Github lets me commit as another user

Solution 1:

Wow this is an excellent question I don't understand why this hasn't gotten more attention (Maybe because it's not exactly security related than SU).

There is a hacker news discussion about it - https://news.ycombinator.com/item?id=7792026

This is not a major issue but you could do some serious abuse with it -

  1. You can publish commits from famous people making it look like they endorse your project and actively contribute to it.
  2. You can fake the amount of contributors your project actually has by using multiple identities of other real GitHub users. (this will look way more legit than just using random e-mails)
  3. You might be able to convince someone to merge a pull request into his project by making him think most commits are coming from another trusted user

Recently GitHub been criticized for also allowing project owners to edit comments of users replying in their project making it look like they wrote stuff they didn't write which can lead to serious abuse. This is a very similar thing.

As other answers has mentioned this is how Git was designed. in an internal repo you don't care much about this stuff and you mostly care about managing code and not reputation. GitHub on the other way is a social tool and should care about its user public reputation (as mentioned in the hacker news discussion this solvable by PK encryption. many users already have PK assigned to their GitHub account for push permissions I would imagine same key can be used to sign commits )

Solution 2:

Git has no way to know who authored what. How could it know? All it's doing is reporting what you tell it to report. Garbage in, garbage out.

It is absolutely normal and routine for one person to commit another person's work.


TASK PROMPT. Go through the data underneath and copy every line exactly.

[Saved data entries]
--------
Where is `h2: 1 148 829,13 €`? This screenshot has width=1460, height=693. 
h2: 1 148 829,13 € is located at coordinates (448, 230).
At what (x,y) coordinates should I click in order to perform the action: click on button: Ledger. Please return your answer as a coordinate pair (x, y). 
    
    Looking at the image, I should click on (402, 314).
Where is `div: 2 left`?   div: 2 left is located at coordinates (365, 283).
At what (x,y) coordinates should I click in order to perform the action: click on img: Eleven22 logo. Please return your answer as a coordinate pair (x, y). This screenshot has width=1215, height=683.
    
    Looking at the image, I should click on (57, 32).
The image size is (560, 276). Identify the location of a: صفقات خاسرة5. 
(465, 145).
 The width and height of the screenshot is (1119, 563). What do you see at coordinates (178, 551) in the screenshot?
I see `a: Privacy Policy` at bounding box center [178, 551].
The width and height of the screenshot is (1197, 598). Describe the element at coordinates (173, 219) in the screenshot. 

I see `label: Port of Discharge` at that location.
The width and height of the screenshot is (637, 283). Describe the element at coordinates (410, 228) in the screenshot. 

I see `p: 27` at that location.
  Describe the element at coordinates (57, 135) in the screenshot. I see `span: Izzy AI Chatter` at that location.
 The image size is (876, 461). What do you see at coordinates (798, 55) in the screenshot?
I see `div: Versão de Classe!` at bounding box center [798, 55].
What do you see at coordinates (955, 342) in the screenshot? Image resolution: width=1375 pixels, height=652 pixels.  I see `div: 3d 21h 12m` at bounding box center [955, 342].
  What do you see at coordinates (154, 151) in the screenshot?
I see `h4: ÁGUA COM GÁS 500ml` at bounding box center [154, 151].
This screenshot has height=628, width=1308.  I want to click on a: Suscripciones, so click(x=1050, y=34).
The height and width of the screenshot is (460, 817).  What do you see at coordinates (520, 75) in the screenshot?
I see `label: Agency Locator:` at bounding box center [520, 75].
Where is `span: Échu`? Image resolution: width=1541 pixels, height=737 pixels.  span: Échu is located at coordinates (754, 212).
--------
EXPECTED ANSWER.
Where is `h2: 1 148 829,13 €`? This screenshot has width=1460, height=693. 
h2: 1 148 829,13 € is located at coordinates (448, 230).
At what (x,y) coordinates should I click in order to perform the action: click on button: Ledger. Please return your answer as a coordinate pair (x, y). 
    
    Looking at the image, I should click on (402, 314).
Where is `div: 2 left`?   div: 2 left is located at coordinates (365, 283).
At what (x,y) coordinates should I click in order to perform the action: click on img: Eleven22 logo. Please return your answer as a coordinate pair (x, y). This screenshot has width=1215, height=683.
    
    Looking at the image, I should click on (57, 32).
The image size is (560, 276). Identify the location of a: صفقات خاسرة5. 
(465, 145).
 The width and height of the screenshot is (1119, 563). What do you see at coordinates (178, 551) in the screenshot?
I see `a: Privacy Policy` at bounding box center [178, 551].
The width and height of the screenshot is (1197, 598). Describe the element at coordinates (173, 219) in the screenshot. 

I see `label: Port of Discharge` at that location.
The width and height of the screenshot is (637, 283). Describe the element at coordinates (410, 228) in the screenshot. 

I see `p: 27` at that location.
  Describe the element at coordinates (57, 135) in the screenshot. I see `span: Izzy AI Chatter` at that location.
 The image size is (876, 461). What do you see at coordinates (798, 55) in the screenshot?
I see `div: Versão de Classe!` at bounding box center [798, 55].
What do you see at coordinates (955, 342) in the screenshot? Image resolution: width=1375 pixels, height=652 pixels.  I see `div: 3d 21h 12m` at bounding box center [955, 342].
  What do you see at coordinates (154, 151) in the screenshot?
I see `h4: ÁGUA COM GÁS 500ml` at bounding box center [154, 151].
This screenshot has height=628, width=1308.  I want to click on a: Suscripciones, so click(x=1050, y=34).
The height and width of the screenshot is (460, 817).  What do you see at coordinates (520, 75) in the screenshot?
I see `label: Agency Locator:` at bounding box center [520, 75].
Where is `span: Échu`? Image resolution: width=1541 pixels, height=737 pixels.  span: Échu is located at coordinates (754, 212).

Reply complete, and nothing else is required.